Goddess (1934)

Review of Goddess / 神女 (1934), directed by Yonggang Wu


Note: the video attached above is the full film, which is free to watch on YouTube.

I will admit, I decided to watch this movie after seeing Center Stage (Stanley Kwan, 1991) where Maggie Cheung is starring as the lead actress of Goddess Ruan Lingyu. A lot of Ruan’s earlier filmography was lost, as she only starred in silent films (she had a notoriously thick Cantonese accent and feared that she could not find work in Mandarin-language films if they ever transitioned to the talkies—a fun nugget of a history fact right there) and died by suicide at the age of twenty-four.

In Center Stage, they actually took clips from this movie and inserted them into the narrative alongside Cheung’s acting, which got me interested in watching the actual film. Thankfully, it was available for free on YouTube in its entirety with English subtitles for the placard scenes.

Goddess is Ruan’s best-known work, and it shows very well in the types of character roles she was cast in. Often she depicted women on the lower rungs of society, and this is true as well for this film.

This is also Ruan’s best-known work and is said to showcase the sheer amount of talent this little woman had in her, so, naturally, I knew I had to watch it in its entirety despite having an aversion to short films. It’s also considered one of the biggest silent films to have come out of China.

Wow, I’ve said quite a bit, so let’s get this review going.


Content

Goddess isn’t a tale for those who are quite emotional. Our main character is a strong leading lady; she is a single mother with a young son, and because she does not have a male figure in her life, she must provide for the both of them in the best way that she can. She turns to prostitution, showing us the dark underbelly of 1930s China almost immediately, as a local gangster coerces her into having sex with him while she’s fleeing from the police.

The deal is that he’ll hide her for the night. That doesn’t end up being reality, as this guy literally hunts her down after this episode and then claims she is now his property. She submits to this fate, knowing she can’t get out of it immediately, but begins to hide money away for her son.

On the opposite hand, her son is bullied at school because everyone know his mother is a prostitute. She has enrolled him in a private school, and when the staff members find out, the principal comes to investigate. If the rumors are true, the boy is to be expelled. We se this principal moved by the mother’s dedication to giving her son a better life, but in the end it is futile. The principal resigns and the boy is expelled.

The gangster comes back the mother kills him, leading her to go to jail and the principal adopts her son, promising to give him a better life that she had always dreamed of.

There’s a lot of historical context in this film; it is set in Shanghai during the 1930s, where roughy a 100,000 women were working as prostitutes. The term that is the Chinese title for this film, shen nü, is an old slang for prostitute, but the English title, Goddess, sheds light on her true nature: a dedicated mother who only wants the best in the world for her son.

It layers the complexity of what she had to do as a woman in Shanghai during the 1930s to make a feasible income for herself, but takes away the stereotype of being just another prostitute. Her story humanizes the profession, sheds light on the people in it and the struggles they face. We see how one man decides to make her life hell just because he’s decided she’s easy, but she doesn’t let that stop her in her mission.

This is also shown in the way that the mother is dressed. She looks like a normal woman on first glance, almost traditional. She is not following the standard styles of the era: in 1920s Shanghai, and extending into the 1930s, women often dressed like the Western flappers.

Here’s an overview of fashion in Shanghai. But because of the introduction to Western cinema in Asia, in both Japan and China we can trace the influence of the original flappers to the fashionable (often wealthy) women on the streets of both Shanghai and Tokyo. Instead of wearing a shorter qipao or makeup, which most women into fashion would be sporting, she is wearing a long qipao and dresses quite simply when it comes to her hair and appearance.

The camera and shots themselves lend to these ideas of the day versus night personas. We see the camera angle and framing set up in order to exacerbate the male gaze and these acts of male aggression. I particularly began to notice this when we first see the gangster come for her, as the camera gets up all in his face, having him take up the vast majority of the frame, and he acts enraged and particularly possessive.

There’s never a shot in between night and day—they’re always distinctly set up to be certain things happen at night (the prostitution related) and others at day (e.g. her being a goddess mother).


Overall Thoughts

Some fascinating nuggets of history in this one. Get some nationalist agendas, which I get considering they had to get past the censorship somehow (e.g. I doubt if Wu wanted to make a more gritty film about 1930s Shanghai, there was no way he would’ve gotten the funding.

He was a part of major left-wing groups that the Kuomintang were actually after). This is the only Chinese silent film I’ve seen, but I think I’ll go back and watch more of Ruan’s films as well as some others.

She was such a talented actress and had a tragic life story, I just wish she had gotten more justice when it came to her life and death. This was a very progressive film as well, so anyone interested in gender and film could have a great time with this movie.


• [WORK REQUIRED]
Repeat every entry exactly as it stands. Omit the images.

• [RECORDS TO USE]
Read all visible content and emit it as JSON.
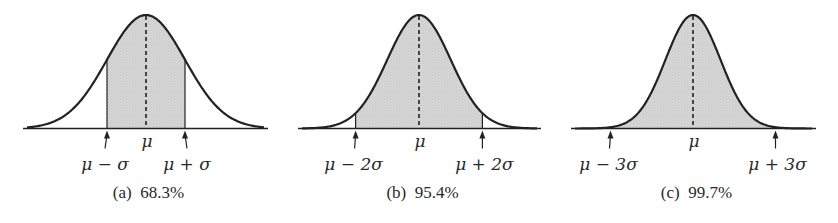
{
  "chart_data": [
    {
      "type": "area",
      "title": "(a) 68.3%",
      "caption_letter": "(a)",
      "caption_percent": "68.3%",
      "distribution": "normal",
      "shaded_interval_sigma": [
        -1,
        1
      ],
      "shaded_probability_percent": 68.3,
      "tick_labels": [
        "μ − σ",
        "μ",
        "μ + σ"
      ],
      "mean_line": "dashed",
      "grid": false
    },
    {
      "type": "area",
      "title": "(b) 95.4%",
      "caption_letter": "(b)",
      "caption_percent": "95.4%",
      "distribution": "normal",
      "shaded_interval_sigma": [
        -2,
        2
      ],
      "shaded_probability_percent": 95.4,
      "tick_labels": [
        "μ − 2σ",
        "μ",
        "μ + 2σ"
      ],
      "mean_line": "dashed",
      "grid": false
    },
    {
      "type": "area",
      "title": "(c) 99.7%",
      "caption_letter": "(c)",
      "caption_percent": "99.7%",
      "distribution": "normal",
      "shaded_interval_sigma": [
        -3,
        3
      ],
      "shaded_probability_percent": 99.7,
      "tick_labels": [
        "μ − 3σ",
        "μ",
        "μ + 3σ"
      ],
      "mean_line": "dashed",
      "grid": false
    }
  ],
  "panels": [
    {
      "id": "a",
      "axis": {
        "x0": 23,
        "x1": 268,
        "y": 128.5
      },
      "center": 146,
      "sigma": 39,
      "k": 1,
      "peak_y": 15,
      "labels": {
        "mu": "μ",
        "left": "μ − σ",
        "right": "μ + σ"
      },
      "caption": "(a)  68.3%"
    },
    {
      "id": "b",
      "axis": {
        "x0": 298,
        "x1": 541,
        "y": 128.5
      },
      "center": 419,
      "sigma": 31.7,
      "k": 2,
      "peak_y": 15,
      "labels": {
        "mu": "μ",
        "left": "μ − 2σ",
        "right": "μ + 2σ"
      },
      "caption": "(b)  95.4%"
    },
    {
      "id": "c",
      "axis": {
        "x0": 571,
        "x1": 816,
        "y": 128.5
      },
      "center": 693,
      "sigma": 27.5,
      "k": 3,
      "peak_y": 15,
      "labels": {
        "mu": "μ",
        "left": "μ − 3σ",
        "right": "μ + 3σ"
      },
      "caption": "(c)  99.7%"
    }
  ],
  "colors": {
    "ink": "#222222",
    "fill": "#d4d4d4",
    "background": "#ffffff"
  }
}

• [THE COMPLETED TASK]
Read all visible content and emit it as JSON.
{
  "chart_data": [
    {
      "type": "area",
      "title": "(a) 68.3%",
      "caption_letter": "(a)",
      "caption_percent": "68.3%",
      "distribution": "normal",
      "shaded_interval_sigma": [
        -1,
        1
      ],
      "shaded_probability_percent": 68.3,
      "tick_labels": [
        "μ − σ",
        "μ",
        "μ + σ"
      ],
      "mean_line": "dashed",
      "grid": false
    },
    {
      "type": "area",
      "title": "(b) 95.4%",
      "caption_letter": "(b)",
      "caption_percent": "95.4%",
      "distribution": "normal",
      "shaded_interval_sigma": [
        -2,
        2
      ],
      "shaded_probability_percent": 95.4,
      "tick_labels": [
        "μ − 2σ",
        "μ",
        "μ + 2σ"
      ],
      "mean_line": "dashed",
      "grid": false
    },
    {
      "type": "area",
      "title": "(c) 99.7%",
      "caption_letter": "(c)",
      "caption_percent": "99.7%",
      "distribution": "normal",
      "shaded_interval_sigma": [
        -3,
        3
      ],
      "shaded_probability_percent": 99.7,
      "tick_labels": [
        "μ − 3σ",
        "μ",
        "μ + 3σ"
      ],
      "mean_line": "dashed",
      "grid": false
    }
  ],
  "panels": [
    {
      "id": "a",
      "axis": {
        "x0": 23,
        "x1": 268,
        "y": 128.5
      },
      "center": 146,
      "sigma": 39,
      "k": 1,
      "peak_y": 15,
      "labels": {
        "mu": "μ",
        "left": "μ − σ",
        "right": "μ + σ"
      },
      "caption": "(a)  68.3%"
    },
    {
      "id": "b",
      "axis": {
        "x0": 298,
        "x1": 541,
        "y": 128.5
      },
      "center": 419,
      "sigma": 31.7,
      "k": 2,
      "peak_y": 15,
      "labels": {
        "mu": "μ",
        "left": "μ − 2σ",
        "right": "μ + 2σ"
      },
      "caption": "(b)  95.4%"
    },
    {
      "id": "c",
      "axis": {
        "x0": 571,
        "x1": 816,
        "y": 128.5
      },
      "center": 693,
      "sigma": 27.5,
      "k": 3,
      "peak_y": 15,
      "labels": {
        "mu": "μ",
        "left": "μ − 3σ",
        "right": "μ + 3σ"
      },
      "caption": "(c)  99.7%"
    }
  ],
  "colors": {
    "ink": "#222222",
    "fill": "#d4d4d4",
    "background": "#ffffff"
  }
}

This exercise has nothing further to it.